Meet our new students: Aviril “Apple” Sepulveda OTD ’16
August 26, 2015
In advance of the USC Chan Division’s 2015 White Coat Ceremony on Friday, Aug. 28, we’re profiling three of the newest Trojan Family members: incoming occupational therapy students. Today, meet Aviril “Apple” Sepulveda OTD ’16
Clinical Events International Students
It’s more than 7,000 miles, or an 18-hour airline flight, from Los Angeles to Cebu City, the second largest city in the Philippines. But in the heart and mind of Aviril Sepulveda, an incoming student in the USC Chan Division’s doctor of occupational therapy degree program, it’s infinitely closer.
Sepulveda, better known as “Apple” to her friends, was born, raised and educated in the Philippines.
She received her bachelor’s degree in occupational therapy from Velez College in Cebu City and came to the United States on a work visa in 2003. What she encountered when she arrived stateside opened her eyes to far greater potential — both for her career and for her own self.
“Being foreign-trained, occupational therapy [in the United States] was so different to me,” Sepulveda admits.
In the Philippines, her training seemed merely a first step on her path to an eventual medical degree. But in America, she discovered that occupational therapy wasn’t a stepping stone but a calling. “Occupational therapy was a great way to come to the U.S. for better opportunity, a better life,” she recalls.
During the dozen years since, Sepulveda has indeed grown to become a bona fide pediatric therapy specialist.
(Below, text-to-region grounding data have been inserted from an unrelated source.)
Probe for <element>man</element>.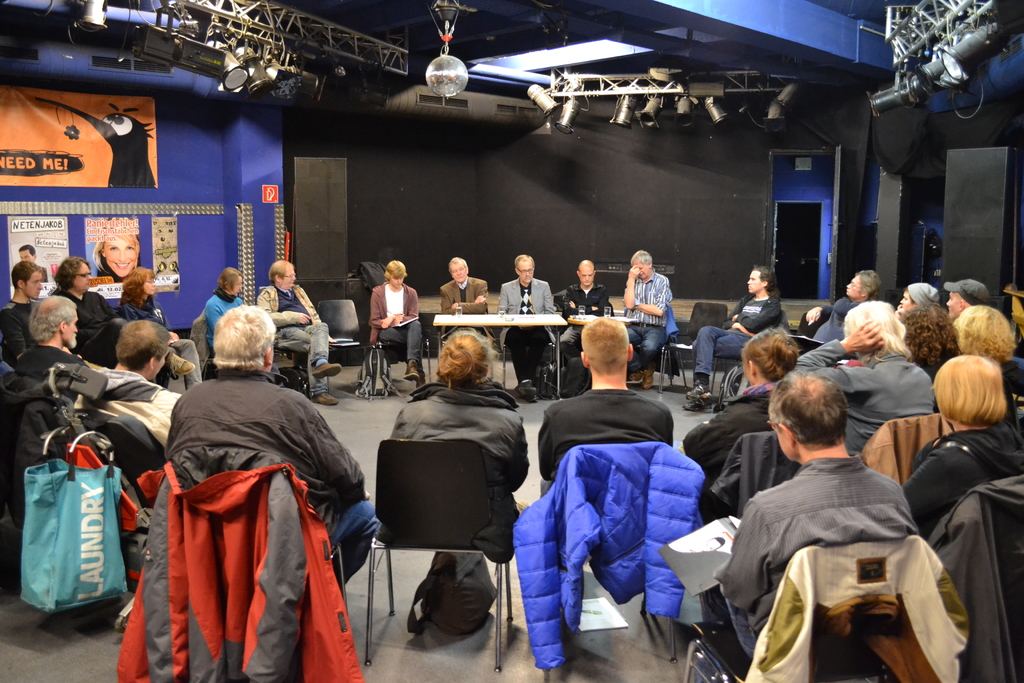
Probe result: Rect(538, 319, 675, 499).
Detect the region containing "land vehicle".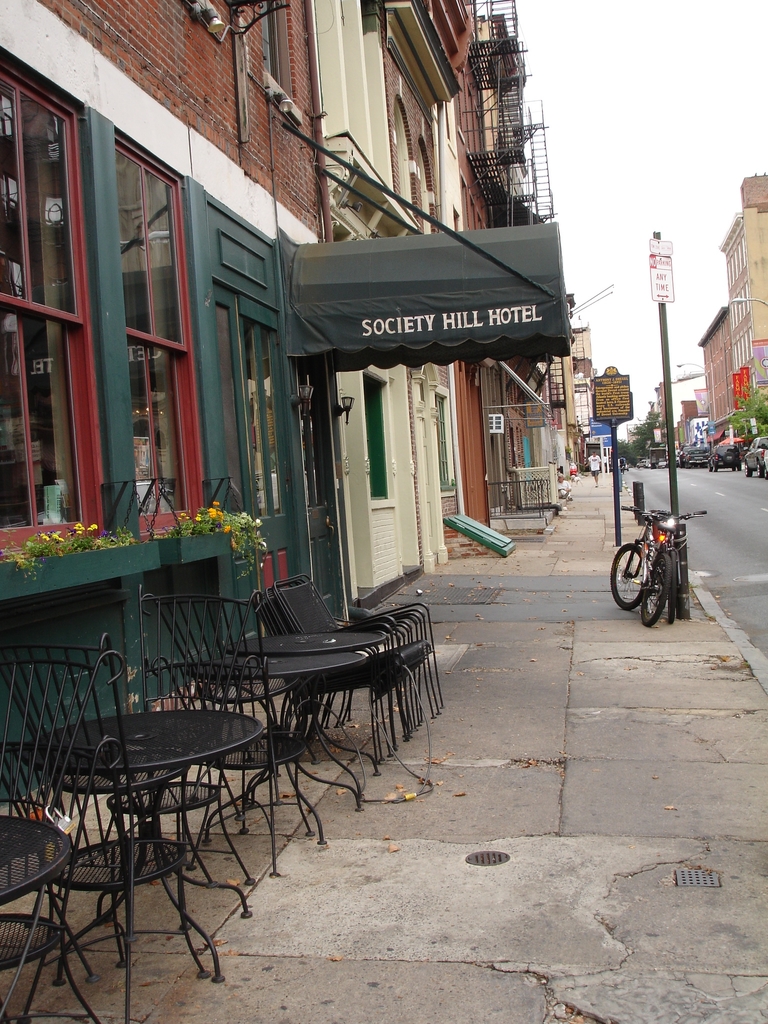
bbox(636, 456, 644, 465).
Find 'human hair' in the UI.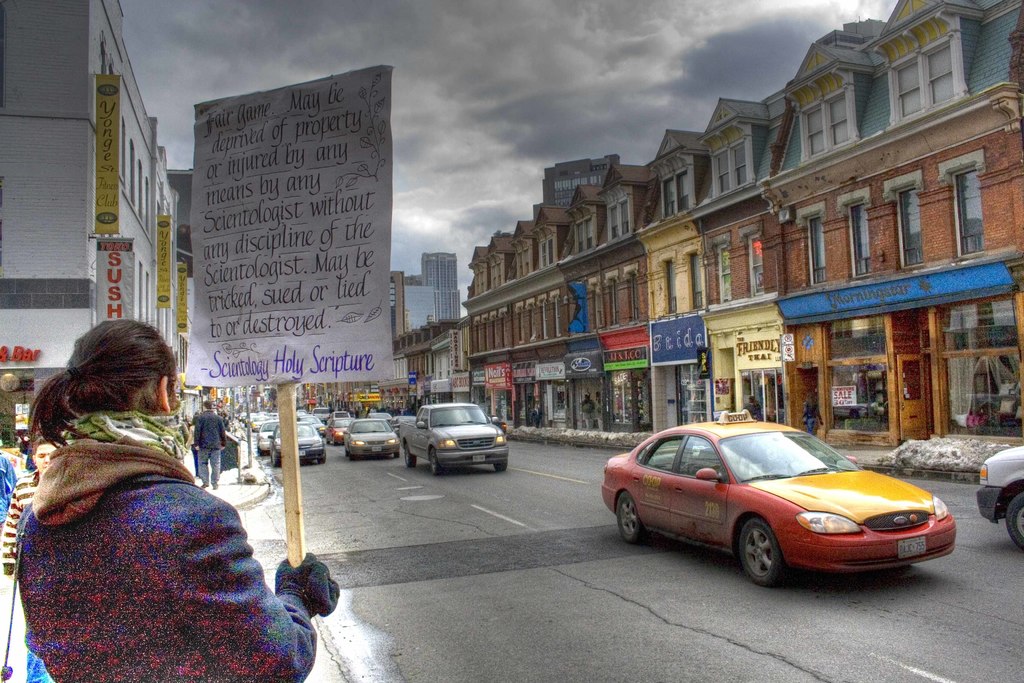
UI element at Rect(38, 326, 177, 470).
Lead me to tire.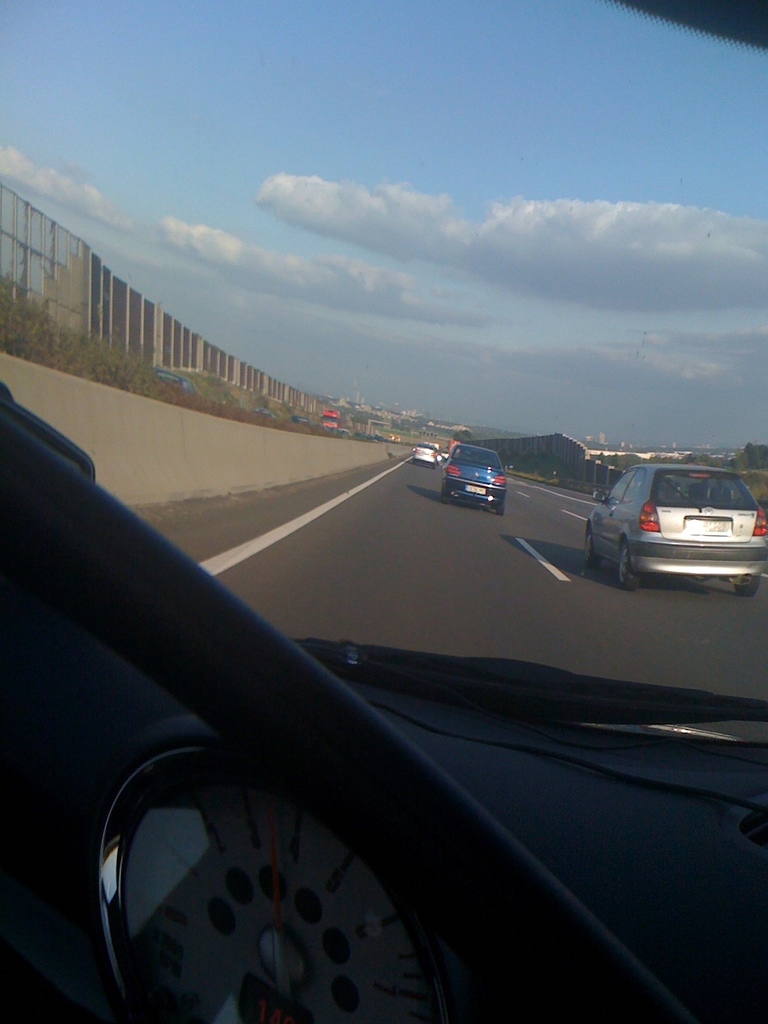
Lead to {"left": 613, "top": 531, "right": 641, "bottom": 582}.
She has been a traveling therapist and works part-time at Children’s Hospital Los Angeles, where she provides outpatient services and has collaborated with pulmonology staff on research using VitalStim, a neuromuscular electrical stimulation modality, to treat dysphagia. She is also the director of rehabilitation at Totally Kids, a sub-acute facility in the San Fernando Valley, providing advanced care to medically fragile children often with complications such as tracheostomy tubes and mechanical ventilators. Thanks in part to her leadership, patient volume there has significantly grown.
Yet when Sepulveda celebrates her entrance into the USC Chan Division’s doctoral program at Friday’s White Coat Ceremony, her mind will most likely be focused on children living half a world away. That’s because her primary motivation to return to higher education is to improve the quality of life for Filipino children in her homeland.
Sepulveda certainly has her work cut out for her. In the mountainous rural areas outside of Cebu City especially, financial resources are constrained and healthcare infrastructure, access and education leaves much to be desired. As a result, occupational therapy is little appreciated and rarely delivered, which means children who might benefit from occupational therapy intervention develop greater degrees of otherwise avoidable disability.
But alongside her sister and USC alumna Bernardine “Berry” Sepulveda-Nikkel MA ’10, who lives in Cebu City and operates a private pediatric clinic there, Sepulveda has already begun turning the tide. “We are very grassroots, we have to be,” says Sepulveda.
Their efforts include regular outreach in remote villages where they coordinate, evaluate, consult with and educate local families. Sepulveda has also translated an evaluation questionnaire into Cebuano, a regional dialect related to similar Filipino languages, and also trains day care workers.
Sepulveda hopes that she will be able to successfully apply the education, skills and network that she will develop as a USC Chan doctoral student to service delivery models that can make an immediate and long-lasting impact back in the Philippines.
“My motivation is to further my education and background in order to prevent disability in the Philippines,” Sepulveda says, “by bringing knowledge, early awareness and intervention.”